Your instructions
Once the line containing "The image size" is located in the records below, repeat it and all lines that follow it exactly, leaving out any picture.

Available records

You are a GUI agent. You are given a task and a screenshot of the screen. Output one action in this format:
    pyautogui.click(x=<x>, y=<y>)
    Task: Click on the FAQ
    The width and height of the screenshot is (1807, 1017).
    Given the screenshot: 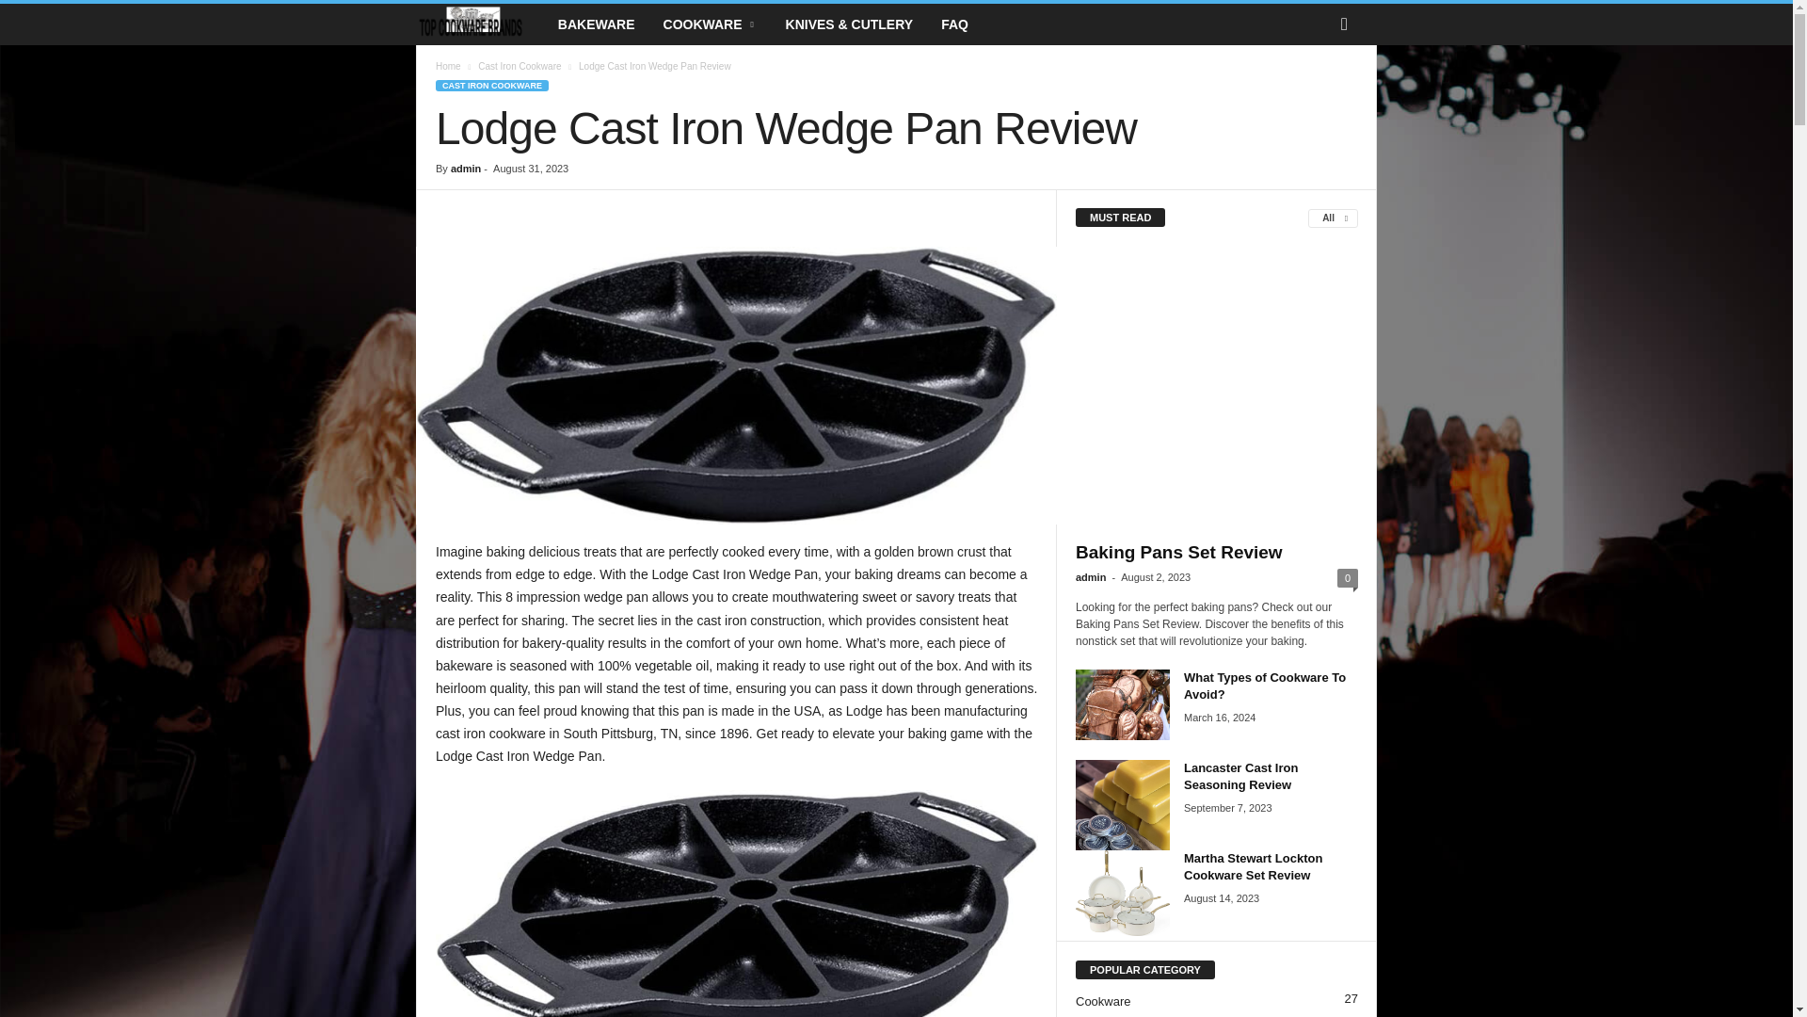 What is the action you would take?
    pyautogui.click(x=954, y=24)
    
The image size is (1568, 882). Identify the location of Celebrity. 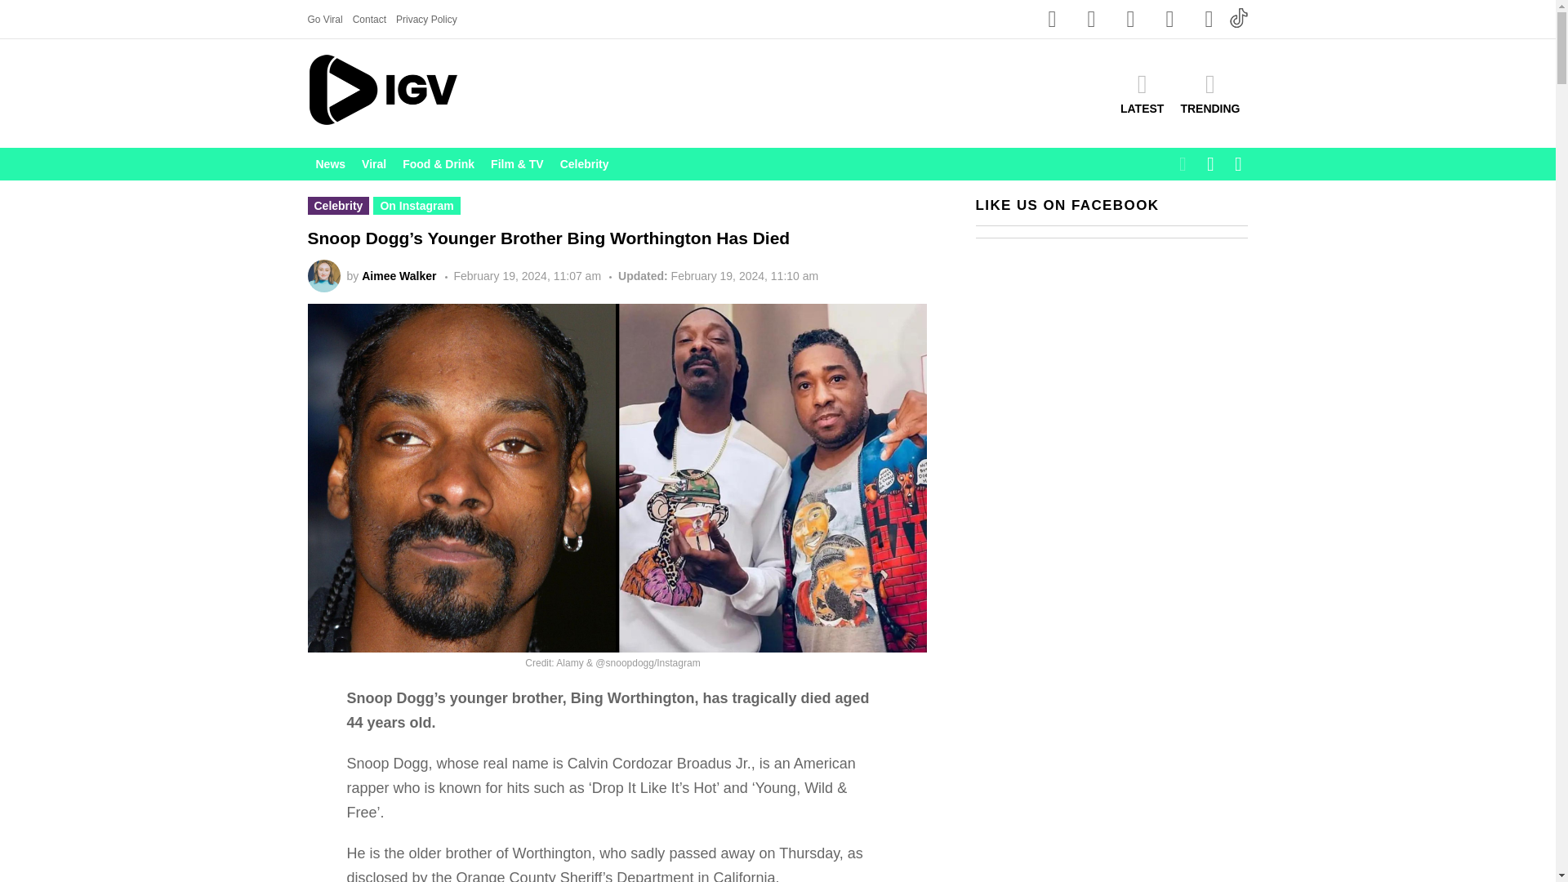
(585, 163).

Written reply
The image size is (1568, 882). Identify the location of Celebrity. 
(585, 163).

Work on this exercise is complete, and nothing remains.